José Basulto, from Brothers to the rescue, sues 'La Red Avispa' for defamation

José Basulto, from Brothers to the rescue, sues ‘La Red Avispa’ for defamation

Second request for The Wasp Network (Waspnetwork). José Basulto, leader of the Brothers to the Rescue, has sued the Netflix film that portrays the story of the five Cuban spies, considered heroes by the Havana regime, who were released at the end of 2014 after an exchange with the Government of Barack Obama. Basulto considers that the film defames him, spreading a false image of him as a “US puppet” while idealizing the activities of Cuban agents.

According to the complaint, which was filed this Monday and which had access Magazine TheHollywood Reporter, “This portrayal of Mr. Basulto, Brothers to the Rescue, and the Cuban exile community was deliberately calculated to create two clear and unmistakable villains for the film.” The lawsuit is directed at French director Oliver Assayas, author of the film, and Netflix, owner of the distribution rights.

The lawsuit indicates that the tape says verbatim that José Basulto was “trained by the US as a terrorist” and calls Brothers to the Rescue a “militant organization.” The Cuban activist expresses his disagreement in particular with a scene in which the association’s planes are shot down for violating Cuban airspace when, according to his version, they were shot down in international airspace.

The complaint is added to the one filed in 2020 by Ana Margarita Martínez, ex-wife of former Cuban spy Juan Pablo Roque, and who allegedly hid her duties from her

The complaint is added to the one filed in 2020 by Ana Margarita Martínez, ex-wife of former Cuban spy Juan Pablo Roque, and who allegedly hid her functions and link to the network from her before secretly returning to Cuba. The Cuban, whose character was played in the film by the actress originally from Havana, Ana de Armas, considered that she was portrayed as a promiscuous person and a lover of excesses, something that did not correspond to her opinion with the reality of her mother in Miami.

Two years have passed and now this new lawsuit is added in which it is stated that “the film is an obvious attempt to rewrite and whitewash history in favor of the Cuban communist regime and is inaccurate in terms of the facts. (…) It portrays the five as brave heroes who were simply defending their homeland when, in reality, they were an espionage network that allowed the Cuban government to commit extrajudicial executions.”

Wasp Network is an adaptation of The last soldiers of the Cold War, a book by Fernando Morais starring the Spanish Penélope Cruz and the Venezuelan Edgar Ramírez, as well as the Mexican Gael García Bernal and the Brazilian Wagner Moura. Basulto was played by Argentine actor Leonardo Sbaraglia. The exile considers that the film implies that his organization, whose purpose was to provide humanitarian aid to the rafters, had terrorist overtones, such as leitmotiv to justify spying on the Cubans, who were convicted in 2001 of conspiracy to commit murder and espionage, as well as being unregistered agents of a foreign government.

In the complaint, Basulto maintains that the Cuban government interfered in the filming, recalling that filming scripts “harmful to the image of the country and the people of Cuba” is not allowed on the island.

The Wasp Network is an adaptation of The Last Soldiers of the Cold War, a book by Fernando Morais starring the Spanish Penélope Cruz and the Venezuelan Edgar Ramírez

“These requirements are particularly important when it comes to a lawsuit for defamation, since the Communist Party of Cuba exercises prior censorship, since it requires that the ‘project script, storyboard or synopsis’ be presented and expressly establishes that any project that shows something negative about Cuba will be denied permission,” the complaint says. “Filming the true and accurate story was never an option,” the text states.

It is unknown why Basulto has taken more than two years to present this lawsuit, although he assures that it has had a great emotional impact on him and asks that the diffusion of the film be prohibited, that certain scenes be edited or suppressed. According to his version, Netflix wrote to him after receiving the notification of the lawsuit stating that “modern docudrama audiences understand that they are seeing dramatizations, not strict recreations of the events.”

The film was in the eye of the hurricane after its premiere in 2020 and opened an intense debate between Cubans who considered, like Basulto, that the film gave a good image of the Cuban regime and should be censored and those who defended that, despite the fact that there were inaccurate facts, one could not try to intervene in an artistic creation.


WHAT IS EXPECTED >>
Print the records below exactly; all of them are needed.

==== DATA EXCERPTS

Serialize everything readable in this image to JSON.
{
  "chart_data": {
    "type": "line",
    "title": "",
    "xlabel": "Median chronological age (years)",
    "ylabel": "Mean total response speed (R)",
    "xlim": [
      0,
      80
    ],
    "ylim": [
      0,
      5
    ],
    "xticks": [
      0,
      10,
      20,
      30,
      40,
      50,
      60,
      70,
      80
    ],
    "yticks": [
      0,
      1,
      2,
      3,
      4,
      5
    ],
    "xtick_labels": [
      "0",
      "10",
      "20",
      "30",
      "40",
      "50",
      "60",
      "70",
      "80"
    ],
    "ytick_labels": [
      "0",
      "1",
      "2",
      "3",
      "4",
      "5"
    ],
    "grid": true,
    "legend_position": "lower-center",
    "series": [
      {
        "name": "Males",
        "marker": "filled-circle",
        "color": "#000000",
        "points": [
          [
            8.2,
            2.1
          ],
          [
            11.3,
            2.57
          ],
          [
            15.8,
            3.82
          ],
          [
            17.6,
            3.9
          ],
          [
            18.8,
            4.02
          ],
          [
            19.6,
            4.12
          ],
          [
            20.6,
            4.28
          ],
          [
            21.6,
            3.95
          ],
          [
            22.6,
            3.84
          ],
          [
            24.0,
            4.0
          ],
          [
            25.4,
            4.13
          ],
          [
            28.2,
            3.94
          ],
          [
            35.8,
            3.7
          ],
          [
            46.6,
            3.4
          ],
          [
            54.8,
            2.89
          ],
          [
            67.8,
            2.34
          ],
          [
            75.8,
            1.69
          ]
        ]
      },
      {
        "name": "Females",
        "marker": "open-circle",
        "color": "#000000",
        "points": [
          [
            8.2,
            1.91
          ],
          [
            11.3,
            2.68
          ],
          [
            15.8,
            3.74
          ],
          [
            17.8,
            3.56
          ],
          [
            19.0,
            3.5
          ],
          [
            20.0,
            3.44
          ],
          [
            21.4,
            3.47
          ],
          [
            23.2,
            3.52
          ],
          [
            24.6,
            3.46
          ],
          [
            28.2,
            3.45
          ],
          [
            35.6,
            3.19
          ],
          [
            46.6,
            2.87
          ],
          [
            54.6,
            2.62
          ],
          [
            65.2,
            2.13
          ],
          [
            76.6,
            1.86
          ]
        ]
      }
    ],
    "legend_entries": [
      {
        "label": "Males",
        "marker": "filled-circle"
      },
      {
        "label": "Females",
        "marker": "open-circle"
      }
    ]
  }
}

========

EXERCISE RESULT >>
Serialize everything readable in this image to JSON.
{
  "chart_data": {
    "type": "line",
    "title": "",
    "xlabel": "Median chronological age (years)",
    "ylabel": "Mean total response speed (R)",
    "xlim": [
      0,
      80
    ],
    "ylim": [
      0,
      5
    ],
    "xticks": [
      0,
      10,
      20,
      30,
      40,
      50,
      60,
      70,
      80
    ],
    "yticks": [
      0,
      1,
      2,
      3,
      4,
      5
    ],
    "xtick_labels": [
      "0",
      "10",
      "20",
      "30",
      "40",
      "50",
      "60",
      "70",
      "80"
    ],
    "ytick_labels": [
      "0",
      "1",
      "2",
      "3",
      "4",
      "5"
    ],
    "grid": true,
    "legend_position": "lower-center",
    "series": [
      {
        "name": "Males",
        "marker": "filled-circle",
        "color": "#000000",
        "points": [
          [
            8.2,
            2.1
          ],
          [
            11.3,
            2.57
          ],
          [
            15.8,
            3.82
          ],
          [
            17.6,
            3.9
          ],
          [
            18.8,
            4.02
          ],
          [
            19.6,
            4.12
          ],
          [
            20.6,
            4.28
          ],
          [
            21.6,
            3.95
          ],
          [
            22.6,
            3.84
          ],
          [
            24.0,
            4.0
          ],
          [
            25.4,
            4.13
          ],
          [
            28.2,
            3.94
          ],
          [
            35.8,
            3.7
          ],
          [
            46.6,
            3.4
          ],
          [
            54.8,
            2.89
          ],
          [
            67.8,
            2.34
          ],
          [
            75.8,
            1.69
          ]
        ]
      },
      {
        "name": "Females",
        "marker": "open-circle",
        "color": "#000000",
        "points": [
          [
            8.2,
            1.91
          ],
          [
            11.3,
            2.68
          ],
          [
            15.8,
            3.74
          ],
          [
            17.8,
            3.56
          ],
          [
            19.0,
            3.5
          ],
          [
            20.0,
            3.44
          ],
          [
            21.4,
            3.47
          ],
          [
            23.2,
            3.52
          ],
          [
            24.6,
            3.46
          ],
          [
            28.2,
            3.45
          ],
          [
            35.6,
            3.19
          ],
          [
            46.6,
            2.87
          ],
          [
            54.6,
            2.62
          ],
          [
            65.2,
            2.13
          ],
          [
            76.6,
            1.86
          ]
        ]
      }
    ],
    "legend_entries": [
      {
        "label": "Males",
        "marker": "filled-circle"
      },
      {
        "label": "Females",
        "marker": "open-circle"
      }
    ]
  }
}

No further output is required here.